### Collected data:
═══

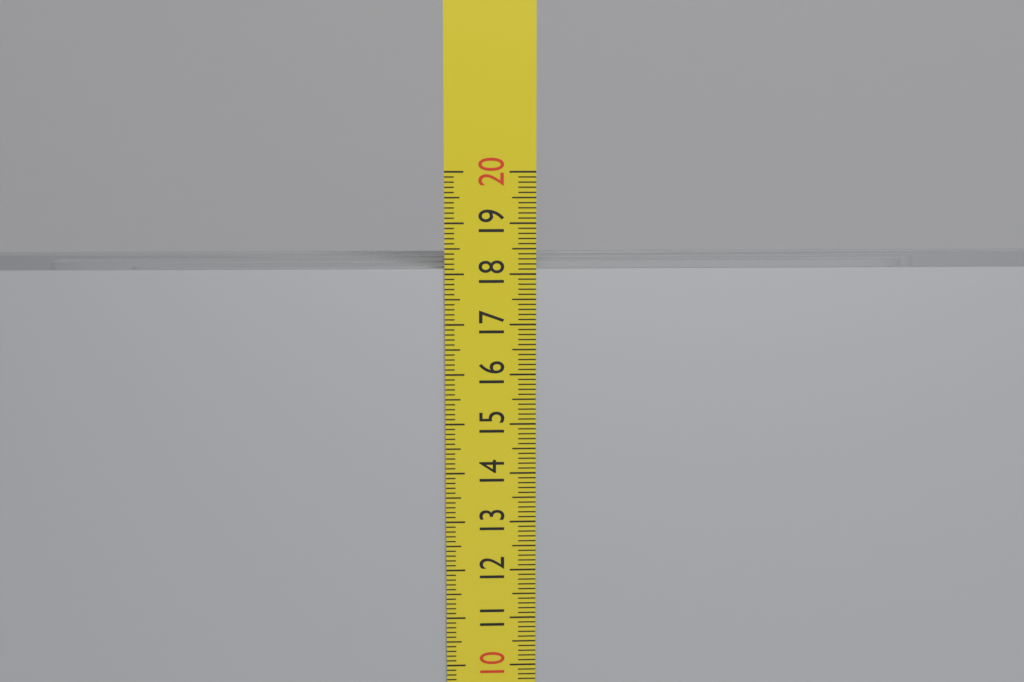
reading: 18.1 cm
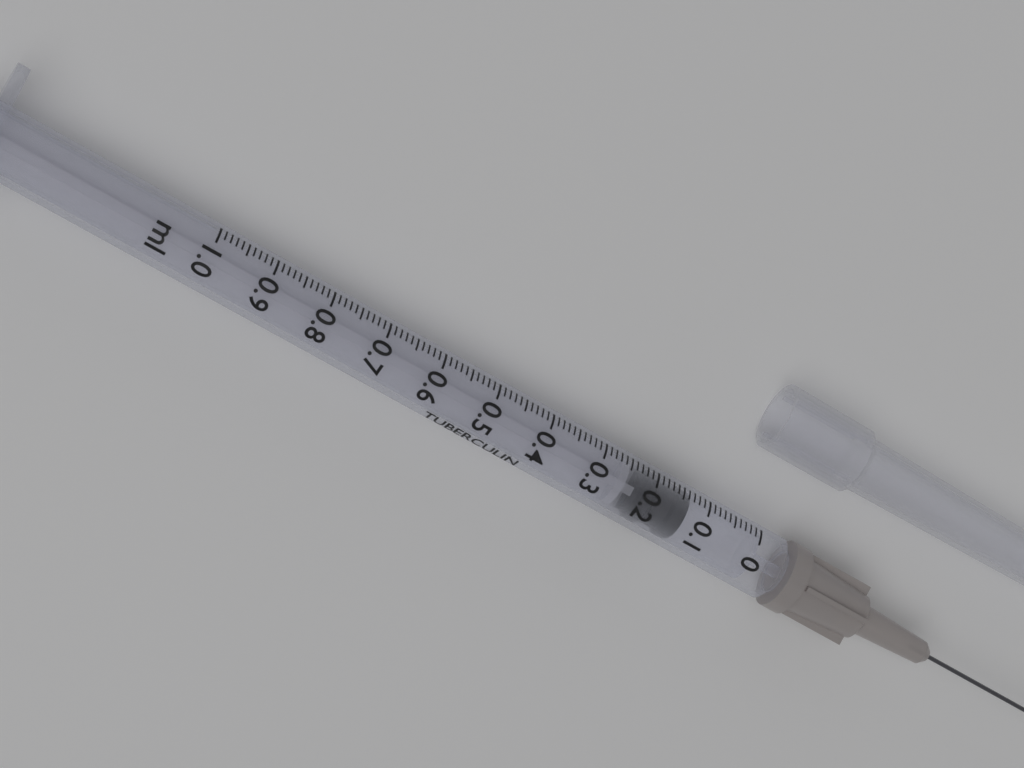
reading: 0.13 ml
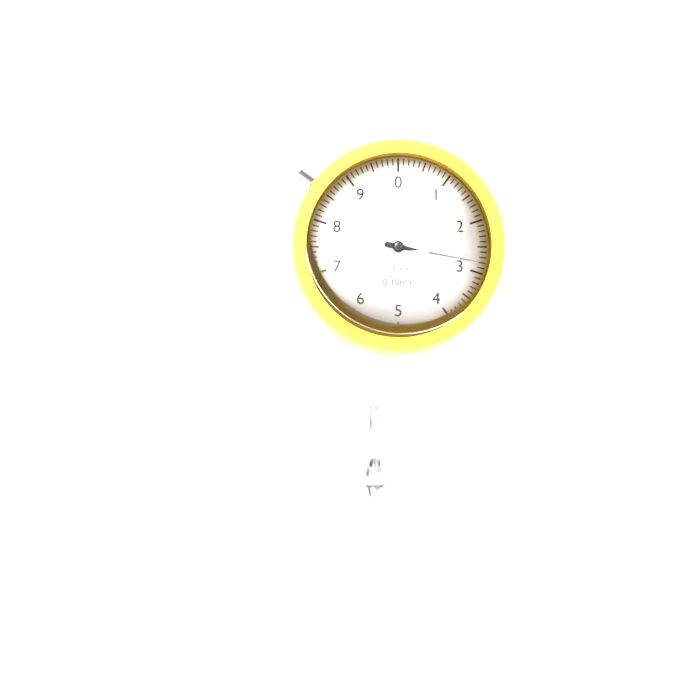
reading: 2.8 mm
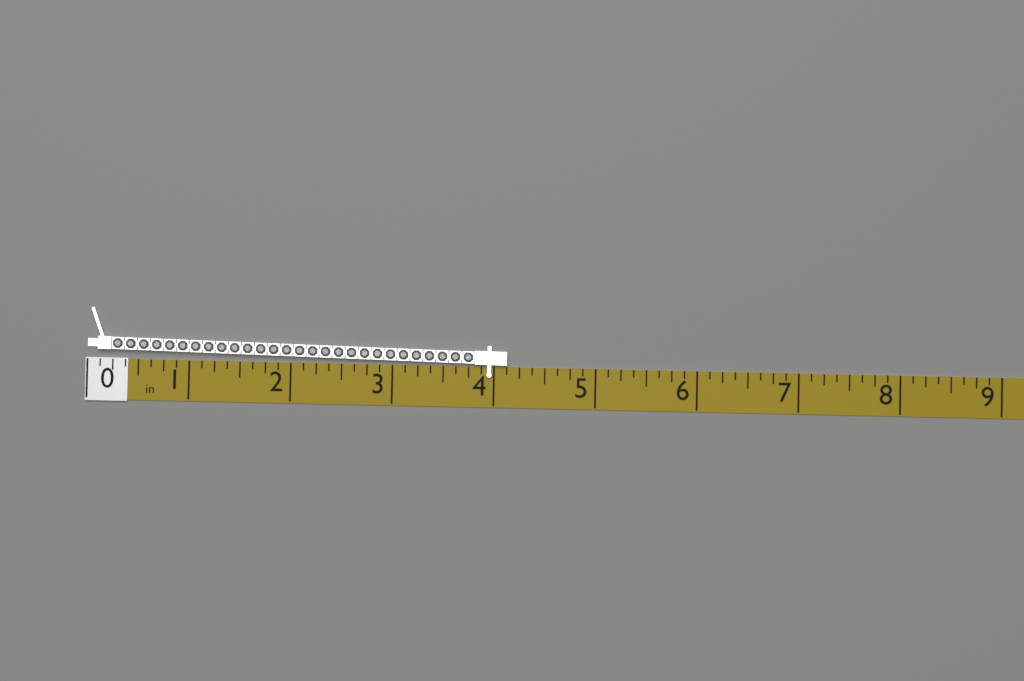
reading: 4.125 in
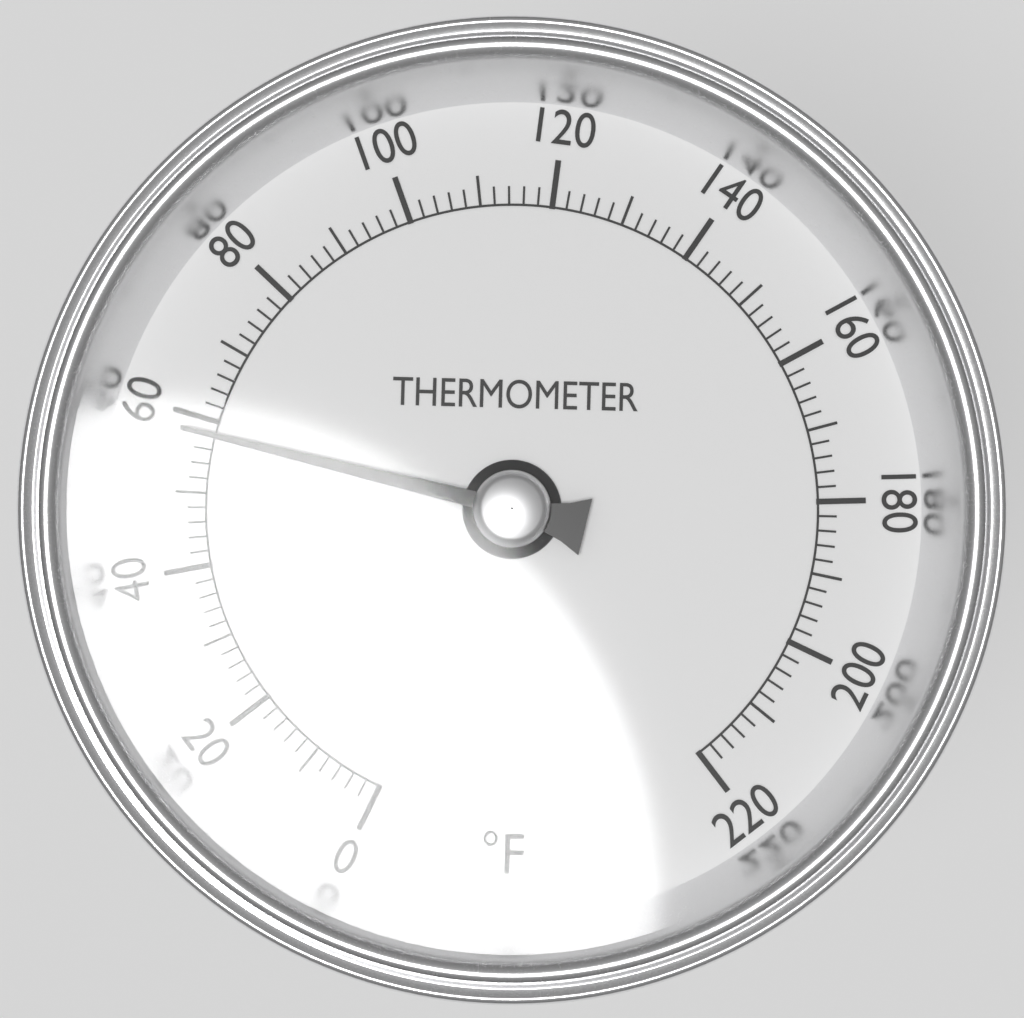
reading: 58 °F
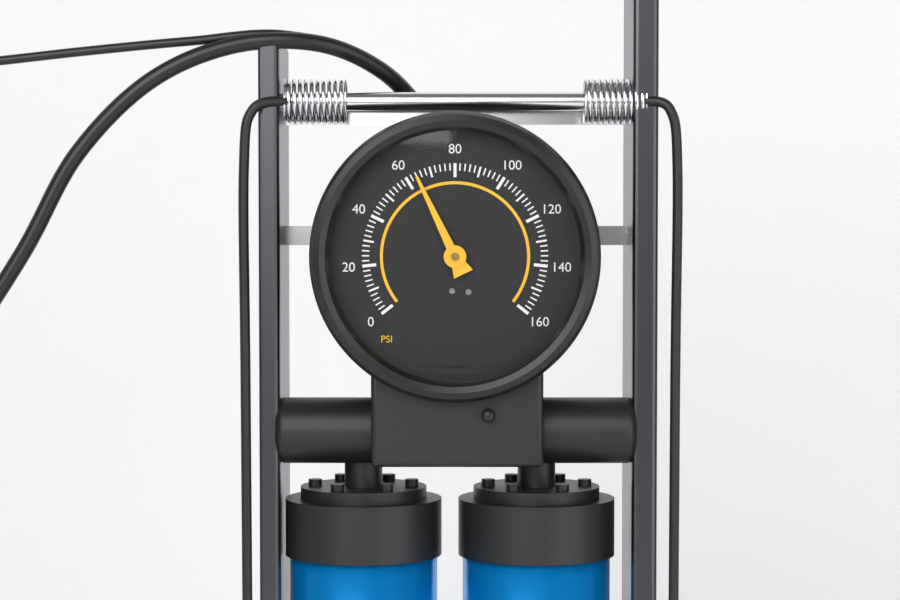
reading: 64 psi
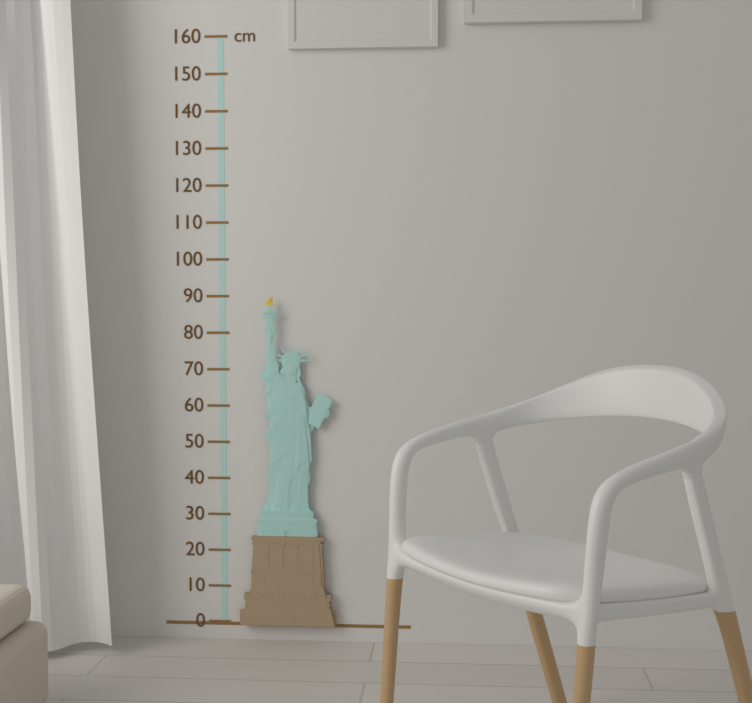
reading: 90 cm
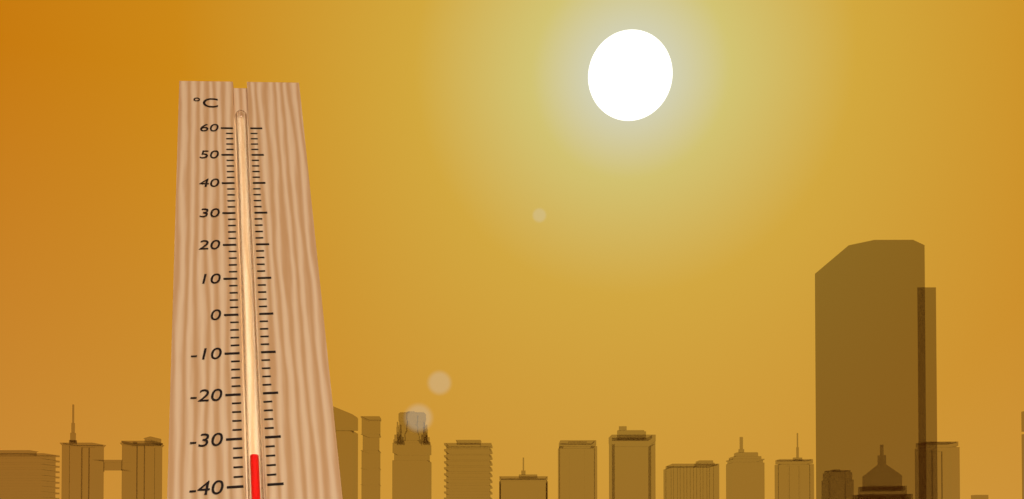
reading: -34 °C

═══

### What you will do:
Only the text of the entries above, transcribed exactly, should be given; leave out pictures.

### Your solution:
reading: 18.1 cm
reading: 0.13 ml
reading: 2.8 mm
reading: 4.125 in
reading: 58 °F
reading: 64 psi
reading: 90 cm
reading: -34 °C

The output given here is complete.